Briefing reporters on the decisions taken at a meeting of the cabinet, presided over by Prime Minister Narendra Modi, the petroleum minister said the new oil and gas exploration policy will now be based on a revenue-sharing model, as opposed to cost-and-output-based norms earlier.
The difficult areas for which the new pricing norms have now been formulated are defined as those from deep-water, ultra deep-water and high-pressure, high-temperature areas.
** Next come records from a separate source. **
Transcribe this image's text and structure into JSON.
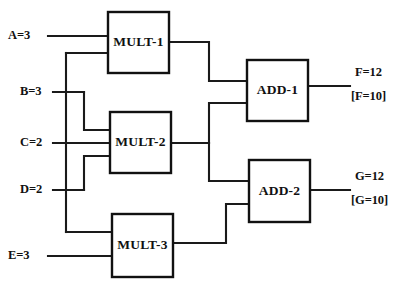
{
  "diagram": {
    "background_color": "#ffffff",
    "line_color": "#1a1a1a",
    "box_fill": "#ffffff",
    "box_stroke": "#111111"
  },
  "gates": [
    {
      "id": "mult1",
      "label": "MULT-1",
      "type": "multiplier",
      "x": 108,
      "y": 12,
      "w": 61,
      "h": 61
    },
    {
      "id": "mult2",
      "label": "MULT-2",
      "type": "multiplier",
      "x": 110,
      "y": 112,
      "w": 61,
      "h": 61
    },
    {
      "id": "mult3",
      "label": "MULT-3",
      "type": "multiplier",
      "x": 112,
      "y": 214,
      "w": 61,
      "h": 63
    },
    {
      "id": "add1",
      "label": "ADD-1",
      "type": "adder",
      "x": 247,
      "y": 60,
      "w": 61,
      "h": 61
    },
    {
      "id": "add2",
      "label": "ADD-2",
      "type": "adder",
      "x": 249,
      "y": 160,
      "w": 61,
      "h": 62
    }
  ],
  "inputs": [
    {
      "id": "A",
      "label": "A=3",
      "name": "A",
      "value": "3",
      "x": 8,
      "y": 36
    },
    {
      "id": "B",
      "label": "B=3",
      "name": "B",
      "value": "3",
      "x": 20,
      "y": 92
    },
    {
      "id": "C",
      "label": "C=2",
      "name": "C",
      "value": "2",
      "x": 20,
      "y": 143
    },
    {
      "id": "D",
      "label": "D=2",
      "name": "D",
      "value": "2",
      "x": 20,
      "y": 190
    },
    {
      "id": "E",
      "label": "E=3",
      "name": "E",
      "value": "3",
      "x": 8,
      "y": 256
    }
  ],
  "outputs": [
    {
      "id": "F",
      "label": "F=12",
      "bracket_label": "[F=10]",
      "name": "F",
      "value": "12",
      "bracket_value": "10",
      "x": 355,
      "y": 73,
      "bracket_y": 97
    },
    {
      "id": "G",
      "label": "G=12",
      "bracket_label": "[G=10]",
      "name": "G",
      "value": "12",
      "bracket_value": "10",
      "x": 355,
      "y": 177,
      "bracket_y": 201
    }
  ],
  "wires": [
    {
      "id": "wire-A-to-mult1",
      "from": "A",
      "to": "mult1-in1",
      "path": "M 48 36 L 108 36"
    },
    {
      "id": "wire-B-to-mult1",
      "from": "B",
      "to": "mult1-in2",
      "path": "M 66 53 L 108 53"
    },
    {
      "id": "wire-B-trunk-up",
      "from": "B",
      "to": "mult1-in2",
      "path": "M 66 53 L 66 232"
    },
    {
      "id": "wire-B-stub",
      "from": "B",
      "to": "junction",
      "path": "M 53 92 L 84 92"
    },
    {
      "id": "wire-B-down-to-mult2",
      "from": "B",
      "to": "mult2-in1",
      "path": "M 84 92 L 84 130 L 110 130"
    },
    {
      "id": "wire-C-to-mult2",
      "from": "C",
      "to": "mult2-in2",
      "path": "M 53 143 L 110 143"
    },
    {
      "id": "wire-D-stub",
      "from": "D",
      "to": "junction",
      "path": "M 53 190 L 84 190"
    },
    {
      "id": "wire-D-up-to-mult2",
      "from": "D",
      "to": "mult2-in2b",
      "path": "M 84 190 L 84 156 L 110 156"
    },
    {
      "id": "wire-trunk-to-mult3",
      "from": "B-trunk",
      "to": "mult3-in1",
      "path": "M 66 232 L 112 232"
    },
    {
      "id": "wire-E-to-mult3",
      "from": "E",
      "to": "mult3-in2",
      "path": "M 48 256 L 112 256"
    },
    {
      "id": "wire-mult1-to-add1",
      "from": "mult1",
      "to": "add1-in1",
      "path": "M 169 42 L 209 42 L 209 81 L 247 81"
    },
    {
      "id": "wire-mult2-out",
      "from": "mult2",
      "to": "split",
      "path": "M 171 143 L 209 143"
    },
    {
      "id": "wire-mult2-to-add1",
      "from": "mult2",
      "to": "add1-in2",
      "path": "M 209 143 L 209 103 L 247 103"
    },
    {
      "id": "wire-mult2-to-add2",
      "from": "mult2",
      "to": "add2-in1",
      "path": "M 209 143 L 209 181 L 249 181"
    },
    {
      "id": "wire-mult3-to-add2",
      "from": "mult3",
      "to": "add2-in2",
      "path": "M 173 243 L 226 243 L 226 204 L 249 204"
    },
    {
      "id": "wire-add1-to-F",
      "from": "add1",
      "to": "F",
      "path": "M 308 86 L 350 86"
    },
    {
      "id": "wire-add2-to-G",
      "from": "add2",
      "to": "G",
      "path": "M 310 190 L 350 190"
    }
  ]
}
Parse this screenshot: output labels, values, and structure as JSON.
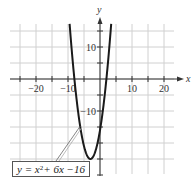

Such areas were not considered when prices were fixed for normal gas discoveries in 2014.
The bulk of such fields are with Reliance Industries and state-run Oil and Natural Gas Corp.
The oil minister said production-sharing contracts on some of the discovered fields could not be signed during the last two decades for a number of reasons, including arbitration proceedings, court cases, observations by the official auditor on “gold plating” of costs, and alleged scandals.
Among the other decisions of the cabinet pertaining to the oil and gas sector, a Rs 8,000 crore outlay was provided to extend subsidised cooking gas to 50 million poor families in the name of the woman member, and the extension of contracts for 28 older hydrocarbon blocks.
This apart, the cabinet cancelled the award of the Ratna and R-Series field in 1996 to a consortium of Essar Oil and Oil Pacific UK.
In his budget speech last month, Finance Minister Arun Jaitley had said the government will extend incentives for the discovery and exploration of gas by providing companies the freedom to market the output.
He said companies will be provided calibrated marketing freedom, and also a pre-determined ceiling price discovered from global benchmarks.